Dreams as Knowledge Production: Memory, Archives, and Autoethnography

- Mon Apr 28, 2025 3:30 p.m.—5:30 p.m.
10 Sachem Street New Haven, CT 06511
In this talk, Professor Grace Cho (CUNY College of Staten Island) explores the following questions: How do we bring forth stories that have been silenced or suppressed? Where do we look for evidence of that which has been erased? And how do we expand our understanding of the archive?
Tracing the trajectory of her research and writing—from Haunting the Korean Diaspora: Shame, Secrecy, and the Forgotten War (2008) and Tastes Like War (2021) to her new book project We Will Go to Jinju: A Search for Family and the Hidden Histories of the Korean War—Professor Cho will examine the creative methods we can use to make sense of violently suppressed social histories. By paying attention to phenomena that are often disavowed by the social sciences—such as dreams, ghosts, and hallucinations—she invites us to imagine new ways of knowing and remembering.
About the speaker:
Grace M. Cho is the author of Tastes Like War (Feminist Press, 2021), a finalist for the 2021 National Book Award in nonfiction and winner of the 2022 Asian Pacific American Literature Award in adult nonfiction. Her first book, Haunting the Korean Diaspora: Shame, Secrecy, and the Forgotten War (University of Minnesota Press, 2008), received a 2010 book award from the American Sociological Association. Her writings have appeared in The Nation, Catapult, The New Inquiry, Poem Memoir Story, Contexts, Gastronomica, Feminist Studies, Women’s Studies Quarterly, and Qualitative Inquiry. She is Professor of Sociology and Anthropology at the College of Staten Island, CUNY.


--- Exercise ---
If a line in the data below includes the string "Natural", please return a copy of it.

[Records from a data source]
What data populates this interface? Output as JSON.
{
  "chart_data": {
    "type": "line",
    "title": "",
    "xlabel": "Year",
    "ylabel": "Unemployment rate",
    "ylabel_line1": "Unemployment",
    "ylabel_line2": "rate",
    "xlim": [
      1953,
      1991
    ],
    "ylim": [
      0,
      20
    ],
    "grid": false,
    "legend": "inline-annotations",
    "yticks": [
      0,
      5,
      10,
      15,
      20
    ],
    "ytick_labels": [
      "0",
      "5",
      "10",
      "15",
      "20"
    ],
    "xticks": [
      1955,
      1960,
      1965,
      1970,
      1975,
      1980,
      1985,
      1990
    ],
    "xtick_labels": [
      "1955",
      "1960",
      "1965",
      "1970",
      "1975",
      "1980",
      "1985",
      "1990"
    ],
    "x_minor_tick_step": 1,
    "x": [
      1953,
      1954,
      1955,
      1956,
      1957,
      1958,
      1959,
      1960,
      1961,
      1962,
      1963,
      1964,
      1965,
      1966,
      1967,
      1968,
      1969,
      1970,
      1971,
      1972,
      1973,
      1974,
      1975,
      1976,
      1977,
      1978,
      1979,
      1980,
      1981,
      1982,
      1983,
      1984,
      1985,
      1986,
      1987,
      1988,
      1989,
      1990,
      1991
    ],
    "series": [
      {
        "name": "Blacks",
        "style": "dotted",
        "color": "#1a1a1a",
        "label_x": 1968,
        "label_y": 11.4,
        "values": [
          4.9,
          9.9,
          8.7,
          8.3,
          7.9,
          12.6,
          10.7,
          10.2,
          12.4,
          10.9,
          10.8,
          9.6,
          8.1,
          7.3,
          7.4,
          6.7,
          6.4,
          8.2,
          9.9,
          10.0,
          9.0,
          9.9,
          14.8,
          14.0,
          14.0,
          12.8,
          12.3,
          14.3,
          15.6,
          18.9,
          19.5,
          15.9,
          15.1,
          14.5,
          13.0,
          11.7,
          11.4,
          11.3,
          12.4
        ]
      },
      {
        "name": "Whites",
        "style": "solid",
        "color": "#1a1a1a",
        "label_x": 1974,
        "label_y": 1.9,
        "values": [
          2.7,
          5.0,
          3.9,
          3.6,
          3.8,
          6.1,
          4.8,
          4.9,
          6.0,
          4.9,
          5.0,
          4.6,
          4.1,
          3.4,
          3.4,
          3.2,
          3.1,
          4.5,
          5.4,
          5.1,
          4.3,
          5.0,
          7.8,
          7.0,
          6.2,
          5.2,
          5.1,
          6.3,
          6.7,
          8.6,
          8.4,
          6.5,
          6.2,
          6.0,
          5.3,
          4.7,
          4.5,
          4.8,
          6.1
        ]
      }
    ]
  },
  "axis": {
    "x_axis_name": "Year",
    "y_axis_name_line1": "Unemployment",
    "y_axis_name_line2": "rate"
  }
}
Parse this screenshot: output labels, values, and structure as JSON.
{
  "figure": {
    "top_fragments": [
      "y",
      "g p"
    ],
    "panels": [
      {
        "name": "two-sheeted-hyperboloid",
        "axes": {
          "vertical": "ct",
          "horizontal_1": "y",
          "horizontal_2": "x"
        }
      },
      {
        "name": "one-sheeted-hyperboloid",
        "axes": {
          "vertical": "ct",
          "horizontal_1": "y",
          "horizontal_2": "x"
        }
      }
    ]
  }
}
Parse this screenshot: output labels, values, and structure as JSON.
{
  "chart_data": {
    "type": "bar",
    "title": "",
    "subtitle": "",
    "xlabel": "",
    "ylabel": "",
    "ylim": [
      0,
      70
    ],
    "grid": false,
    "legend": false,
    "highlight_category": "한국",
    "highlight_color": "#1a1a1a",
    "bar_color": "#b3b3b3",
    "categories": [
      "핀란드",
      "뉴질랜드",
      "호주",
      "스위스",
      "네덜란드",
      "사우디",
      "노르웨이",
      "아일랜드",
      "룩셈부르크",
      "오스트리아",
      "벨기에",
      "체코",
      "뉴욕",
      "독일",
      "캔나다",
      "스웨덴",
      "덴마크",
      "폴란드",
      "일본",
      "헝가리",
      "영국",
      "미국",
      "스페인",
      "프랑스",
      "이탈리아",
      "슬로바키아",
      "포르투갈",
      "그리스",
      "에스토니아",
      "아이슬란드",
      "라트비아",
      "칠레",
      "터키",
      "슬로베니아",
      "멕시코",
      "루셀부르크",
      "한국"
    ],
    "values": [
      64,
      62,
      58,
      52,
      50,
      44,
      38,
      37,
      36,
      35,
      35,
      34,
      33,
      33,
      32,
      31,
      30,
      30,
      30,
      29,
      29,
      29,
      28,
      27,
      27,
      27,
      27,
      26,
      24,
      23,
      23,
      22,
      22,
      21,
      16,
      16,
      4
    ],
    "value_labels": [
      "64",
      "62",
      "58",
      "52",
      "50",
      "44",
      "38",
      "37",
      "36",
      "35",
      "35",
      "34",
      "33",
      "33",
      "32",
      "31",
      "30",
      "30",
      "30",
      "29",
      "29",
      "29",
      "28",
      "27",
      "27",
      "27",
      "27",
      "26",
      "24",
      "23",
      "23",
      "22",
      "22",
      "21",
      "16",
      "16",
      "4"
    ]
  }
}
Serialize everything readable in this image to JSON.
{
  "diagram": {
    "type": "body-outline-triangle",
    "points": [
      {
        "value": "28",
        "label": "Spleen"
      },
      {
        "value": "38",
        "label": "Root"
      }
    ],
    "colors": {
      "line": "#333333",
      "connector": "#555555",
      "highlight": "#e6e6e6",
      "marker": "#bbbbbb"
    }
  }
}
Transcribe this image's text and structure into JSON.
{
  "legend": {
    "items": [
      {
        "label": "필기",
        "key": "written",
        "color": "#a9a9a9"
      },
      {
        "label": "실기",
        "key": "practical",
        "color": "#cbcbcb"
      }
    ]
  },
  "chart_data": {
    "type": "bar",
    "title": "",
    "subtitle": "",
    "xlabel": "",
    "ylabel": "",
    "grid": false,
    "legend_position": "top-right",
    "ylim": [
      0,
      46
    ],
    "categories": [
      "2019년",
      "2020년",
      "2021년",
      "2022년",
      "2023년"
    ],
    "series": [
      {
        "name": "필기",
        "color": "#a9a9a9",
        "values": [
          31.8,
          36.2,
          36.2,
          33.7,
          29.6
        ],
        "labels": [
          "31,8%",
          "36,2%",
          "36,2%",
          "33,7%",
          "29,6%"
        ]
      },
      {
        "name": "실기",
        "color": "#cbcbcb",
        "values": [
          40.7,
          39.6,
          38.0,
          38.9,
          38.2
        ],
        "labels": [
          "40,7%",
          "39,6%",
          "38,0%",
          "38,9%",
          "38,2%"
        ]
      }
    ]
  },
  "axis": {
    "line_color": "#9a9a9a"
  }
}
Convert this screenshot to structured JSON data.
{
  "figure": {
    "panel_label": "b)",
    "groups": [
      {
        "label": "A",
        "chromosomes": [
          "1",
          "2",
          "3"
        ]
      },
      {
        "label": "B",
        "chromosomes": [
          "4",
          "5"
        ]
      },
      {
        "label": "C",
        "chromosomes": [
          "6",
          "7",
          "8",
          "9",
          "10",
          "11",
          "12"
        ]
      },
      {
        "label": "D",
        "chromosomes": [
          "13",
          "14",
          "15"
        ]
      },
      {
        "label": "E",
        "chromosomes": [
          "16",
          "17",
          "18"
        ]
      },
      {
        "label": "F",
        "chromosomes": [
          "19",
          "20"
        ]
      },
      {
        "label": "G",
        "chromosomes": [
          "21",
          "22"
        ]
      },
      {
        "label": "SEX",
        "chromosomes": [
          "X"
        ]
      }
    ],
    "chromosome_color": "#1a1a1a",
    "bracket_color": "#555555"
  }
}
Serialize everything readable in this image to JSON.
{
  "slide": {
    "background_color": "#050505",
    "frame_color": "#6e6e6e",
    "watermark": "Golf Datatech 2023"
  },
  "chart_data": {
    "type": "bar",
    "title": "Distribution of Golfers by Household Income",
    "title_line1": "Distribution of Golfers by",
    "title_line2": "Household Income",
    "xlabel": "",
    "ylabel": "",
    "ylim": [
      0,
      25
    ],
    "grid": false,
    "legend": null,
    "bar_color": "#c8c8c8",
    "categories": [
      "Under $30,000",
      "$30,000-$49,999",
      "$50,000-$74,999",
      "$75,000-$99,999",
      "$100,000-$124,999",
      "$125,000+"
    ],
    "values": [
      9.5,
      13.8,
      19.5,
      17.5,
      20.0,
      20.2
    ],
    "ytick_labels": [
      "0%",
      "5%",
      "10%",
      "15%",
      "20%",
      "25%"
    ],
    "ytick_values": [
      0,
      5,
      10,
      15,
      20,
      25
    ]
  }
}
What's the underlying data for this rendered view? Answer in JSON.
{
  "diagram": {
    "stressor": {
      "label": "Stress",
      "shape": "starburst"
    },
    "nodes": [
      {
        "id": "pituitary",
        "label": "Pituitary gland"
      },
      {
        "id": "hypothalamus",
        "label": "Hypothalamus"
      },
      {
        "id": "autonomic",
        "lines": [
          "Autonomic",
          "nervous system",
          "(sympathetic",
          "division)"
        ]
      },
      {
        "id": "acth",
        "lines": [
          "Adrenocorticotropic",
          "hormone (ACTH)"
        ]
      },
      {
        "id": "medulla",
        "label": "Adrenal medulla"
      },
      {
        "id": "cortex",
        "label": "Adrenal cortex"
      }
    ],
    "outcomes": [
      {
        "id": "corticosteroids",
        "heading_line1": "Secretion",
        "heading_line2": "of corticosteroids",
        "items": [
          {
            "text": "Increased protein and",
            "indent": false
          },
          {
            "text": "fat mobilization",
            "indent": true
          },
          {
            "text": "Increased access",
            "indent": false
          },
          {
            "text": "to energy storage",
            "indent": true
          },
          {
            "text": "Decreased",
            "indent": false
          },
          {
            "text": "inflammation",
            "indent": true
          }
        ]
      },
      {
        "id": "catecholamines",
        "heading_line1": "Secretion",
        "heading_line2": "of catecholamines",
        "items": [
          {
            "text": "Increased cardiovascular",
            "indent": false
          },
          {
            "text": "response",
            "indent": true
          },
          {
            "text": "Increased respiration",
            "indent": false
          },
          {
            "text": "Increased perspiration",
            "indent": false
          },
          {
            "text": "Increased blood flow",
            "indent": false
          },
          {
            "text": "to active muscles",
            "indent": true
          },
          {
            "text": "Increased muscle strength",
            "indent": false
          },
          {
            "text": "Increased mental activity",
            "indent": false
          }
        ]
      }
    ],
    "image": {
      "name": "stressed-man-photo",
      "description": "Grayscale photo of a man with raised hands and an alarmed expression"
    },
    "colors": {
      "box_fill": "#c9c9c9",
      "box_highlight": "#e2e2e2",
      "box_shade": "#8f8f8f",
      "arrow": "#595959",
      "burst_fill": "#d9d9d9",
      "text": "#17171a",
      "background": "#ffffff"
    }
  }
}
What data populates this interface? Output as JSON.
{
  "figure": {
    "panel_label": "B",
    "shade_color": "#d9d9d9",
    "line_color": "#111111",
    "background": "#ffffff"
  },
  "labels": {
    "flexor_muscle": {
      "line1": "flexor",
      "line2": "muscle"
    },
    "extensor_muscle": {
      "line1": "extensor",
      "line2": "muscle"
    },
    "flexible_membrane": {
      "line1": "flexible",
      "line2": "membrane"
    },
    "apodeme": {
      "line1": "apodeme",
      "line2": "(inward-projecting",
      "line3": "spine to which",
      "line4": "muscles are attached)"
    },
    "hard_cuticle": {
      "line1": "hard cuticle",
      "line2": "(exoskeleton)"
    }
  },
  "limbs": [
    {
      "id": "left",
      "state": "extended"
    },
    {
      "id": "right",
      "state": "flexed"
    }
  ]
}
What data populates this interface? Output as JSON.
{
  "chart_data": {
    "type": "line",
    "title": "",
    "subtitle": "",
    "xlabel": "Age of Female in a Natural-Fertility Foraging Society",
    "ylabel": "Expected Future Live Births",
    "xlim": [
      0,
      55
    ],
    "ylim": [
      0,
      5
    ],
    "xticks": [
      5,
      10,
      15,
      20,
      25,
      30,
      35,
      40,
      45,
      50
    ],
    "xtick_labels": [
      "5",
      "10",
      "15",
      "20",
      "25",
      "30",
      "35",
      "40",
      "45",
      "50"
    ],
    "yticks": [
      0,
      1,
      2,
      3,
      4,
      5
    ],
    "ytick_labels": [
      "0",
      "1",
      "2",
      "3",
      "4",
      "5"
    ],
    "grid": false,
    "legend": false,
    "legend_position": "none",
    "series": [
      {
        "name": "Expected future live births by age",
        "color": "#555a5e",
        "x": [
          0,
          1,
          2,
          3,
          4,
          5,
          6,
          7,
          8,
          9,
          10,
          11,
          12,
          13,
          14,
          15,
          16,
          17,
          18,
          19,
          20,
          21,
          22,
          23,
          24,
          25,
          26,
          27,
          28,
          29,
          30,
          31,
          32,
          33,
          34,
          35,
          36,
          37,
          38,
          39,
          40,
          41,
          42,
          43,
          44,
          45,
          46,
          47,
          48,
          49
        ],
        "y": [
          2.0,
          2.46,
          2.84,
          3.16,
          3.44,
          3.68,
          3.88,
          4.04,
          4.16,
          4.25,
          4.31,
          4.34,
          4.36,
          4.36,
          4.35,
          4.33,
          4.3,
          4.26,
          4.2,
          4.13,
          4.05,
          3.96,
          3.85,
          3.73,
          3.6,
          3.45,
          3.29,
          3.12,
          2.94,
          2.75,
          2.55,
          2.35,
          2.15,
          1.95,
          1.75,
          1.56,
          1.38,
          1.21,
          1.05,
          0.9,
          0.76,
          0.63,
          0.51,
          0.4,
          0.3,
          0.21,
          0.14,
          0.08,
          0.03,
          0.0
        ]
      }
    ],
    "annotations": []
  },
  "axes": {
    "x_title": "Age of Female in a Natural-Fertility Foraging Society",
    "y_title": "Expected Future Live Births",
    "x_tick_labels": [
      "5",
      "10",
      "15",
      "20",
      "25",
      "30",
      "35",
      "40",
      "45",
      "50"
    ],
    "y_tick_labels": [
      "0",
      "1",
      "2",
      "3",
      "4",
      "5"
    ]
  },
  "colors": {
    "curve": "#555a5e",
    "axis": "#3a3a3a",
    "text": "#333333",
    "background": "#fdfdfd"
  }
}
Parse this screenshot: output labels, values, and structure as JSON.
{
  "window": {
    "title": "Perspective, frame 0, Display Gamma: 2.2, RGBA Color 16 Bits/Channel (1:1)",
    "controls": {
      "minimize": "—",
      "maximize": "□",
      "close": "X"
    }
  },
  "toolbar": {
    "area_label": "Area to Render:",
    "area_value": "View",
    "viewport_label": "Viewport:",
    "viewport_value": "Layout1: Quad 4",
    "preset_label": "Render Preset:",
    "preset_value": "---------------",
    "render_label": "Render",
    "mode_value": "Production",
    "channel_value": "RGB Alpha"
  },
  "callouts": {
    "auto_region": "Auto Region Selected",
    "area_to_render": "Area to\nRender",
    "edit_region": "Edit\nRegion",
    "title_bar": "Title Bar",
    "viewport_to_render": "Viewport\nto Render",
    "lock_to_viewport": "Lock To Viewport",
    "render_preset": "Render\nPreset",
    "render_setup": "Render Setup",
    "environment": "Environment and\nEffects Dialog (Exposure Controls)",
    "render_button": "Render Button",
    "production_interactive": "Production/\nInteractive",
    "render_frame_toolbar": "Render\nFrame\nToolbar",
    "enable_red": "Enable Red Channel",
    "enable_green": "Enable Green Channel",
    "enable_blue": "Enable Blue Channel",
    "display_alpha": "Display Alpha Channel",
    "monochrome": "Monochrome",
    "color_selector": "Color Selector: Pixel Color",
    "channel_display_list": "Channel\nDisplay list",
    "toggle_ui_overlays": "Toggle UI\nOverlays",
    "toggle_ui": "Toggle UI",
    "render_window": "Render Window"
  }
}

--- Task solution ---
    "xlabel": "Age of Female in a Natural-Fertility Foraging Society",
    "x_title": "Age of Female in a Natural-Fertility Foraging Society",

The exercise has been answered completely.